Chel sensed an opening. Lemon seemed grateful to have someone to talk to. ‘They don’t sound like they’re very nice to you.’

Lemon frowned. ‘Are you joking? They’re the best bunch of bastards I ever rode with. Not that they know the value of an education, mind.’

‘You’re educated?’

‘I may not have attended a fancy Hacademy, but knowledge is power, wee bear, as the powerful know. Like me.’ She jabbed a thumb at herself. ‘For example, these folk we saw earlier today.’

‘Who? The prince and I didn’t really—’

‘Hush and listen, this could save your life some day.’

‘Oh?’

‘Aye, “oh”. See, thing is, most people, they don’t get hit by arrows much.’

‘That so?’

‘Indeedy. So, if and when they do, they don’t know what to do. They think that’s it, and they should just keel over, curl up their toes, back to the ancestors.’

‘Whereas …?’

‘Ah, you can fight on with an arrow in you! You can fight on with a dozen, like a fucken pin-cushion. I knew a fella, a Clydish man, mark you, not like one of you northern piss-sheets, fought on with sixteen arrows, two spears and a sword in him. Carried on for hours, cracking heads and ripping limbs.’

‘And he lived?’

‘Well, no, but he didn’t lie down and die at the first blow, did he?’

‘So what’s the big secret? If you’re hit by an arrow, don’t die?’

‘Aye. That’s the secret: don’t die. Now budge your skinny arse, before I help you along.’ She gave a meaningful wave with a fat-headed hammer, and Chel began to drag himself back into the store. The door closed behind them, and Lemon bolted it.

‘Hey, Lemon?’

‘What do you want, bugger-bear?’

‘What about the big guy? He got any names?’

‘Oh, Rennic? Hundreds. More than the rest of us combined.’

‘And what do you call him?’

‘We call him boss.’

SEVEN (#ulink_176194e3-37ea-5ec3-a153-c29f3f7e6f5b)

Chel and the prince sat in the stuffy gloom of the barge store, surrounded by vegetables.

‘Why did you antagonize them?’

‘Sorry, highness?’

‘You were riling them up, Chel.

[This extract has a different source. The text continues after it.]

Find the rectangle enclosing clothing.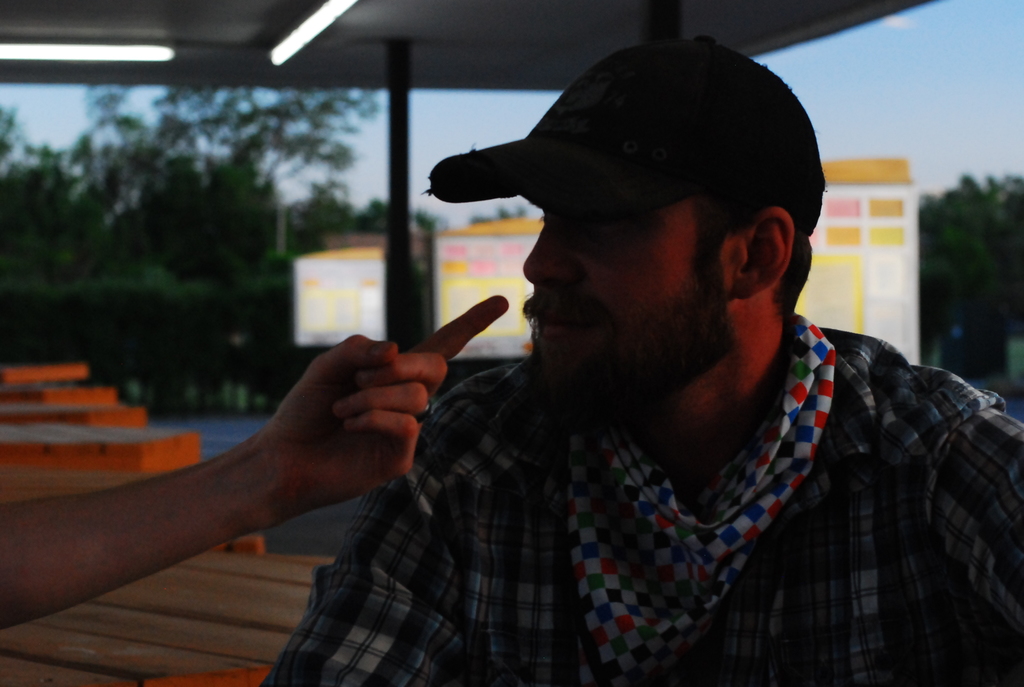
box=[255, 319, 1023, 686].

I’ll be ransomed in Kurtemir – ghastly place, but accessible at least – and until then all you have to do is be quiet and meek. I’m assuming you’ll be included in any arrangement, of course, but I can’t see why you wouldn’t.’

‘Thank you, highness.’

‘Didn’t they teach you manners, etiquette, politesse? Where was it you grew up?’

‘Barva.’

‘And they taught you nothing of diplomacy, of catching more flies with honey than vinegar? It’s simple, Chel: it’s important for people to like you, or they won’t do what you want.’

‘Nobody does what I want anyway, highness.’

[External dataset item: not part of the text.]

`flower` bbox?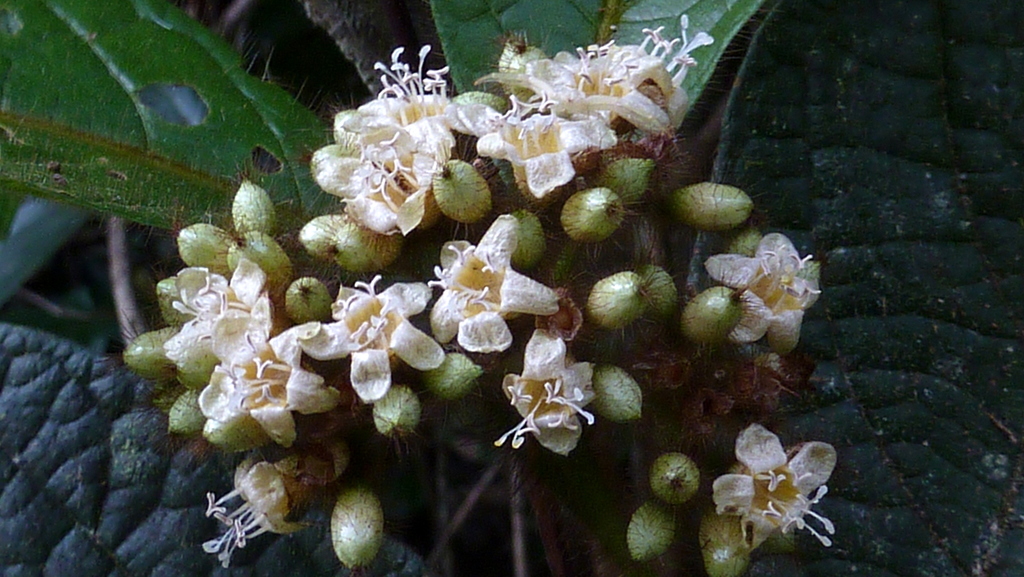
pyautogui.locateOnScreen(701, 232, 828, 349)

A moment of relative silence passed. Chel lay back against bumpy sacks, feeling the soft advance of sleep, lulled by the barge’s gentle rock and the river’s wash. Even the dull agonies that racked his body couldn’t stave it off. ‘Highness, when the Norts attacked, you were down in the stables … Why were you hiding in the mule cart? Why not just take one of the horses if you wanted to flee?’

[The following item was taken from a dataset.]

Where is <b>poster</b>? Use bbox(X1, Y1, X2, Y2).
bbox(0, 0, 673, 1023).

‘Oh, that’s simple enough. I can’t ride.’

Chel blinked in the darkness, long and slow. ‘You can’t ride?’ How could a prince not ride?

‘No, never learned. Mendel promised to teach me, but well, the brigands, his injury, Corvel’s death, et cetera. You know. Anyway, why do all your insults revolve around intercourse with animals?’

‘Highness?’

‘It’s always “pig-sucking this”, “horse-stroking that” with you. Is there something I should know?’

Chel coughed, shifting against the scratchy bulk behind him, feeling throbbing aches all over. ‘I suppose I picked it up from Lord Sokol’s regulars. Most were from the fields, I imagine that sort of thing came up a lot.’

‘I’d like you to cut it out, Chel. You’re sworn to a prince now, and such vocabulary is …’

‘Unseemly?’

‘I can see we understand each other, Chel. Chel?’

He was already asleep.

***

Somewhere in the small hours, hazy dream images slipped away: Heali falling over and over, the knife glinting in his hand, while soft yellow flames licked at a slumped form on the stones below. Chel rubbed his eyes and winced. The prince was snoring beside him on the floor of the store, their legs pressed in the gaps between crates and barrels. The darkness was near-absolute, only a sliver of indigo starlight lighting the boards where they lay. The starlight moved, and Chel turned his head to look up at the deck grille above them. A shape blocked most of it. A man-shape.

‘Your highness?’ The voice was low, whisper-soft. The barge creaked and flexed around them, the sound of the river’s wash now dominant, and Chel had to strain to hear. ‘Are you there?’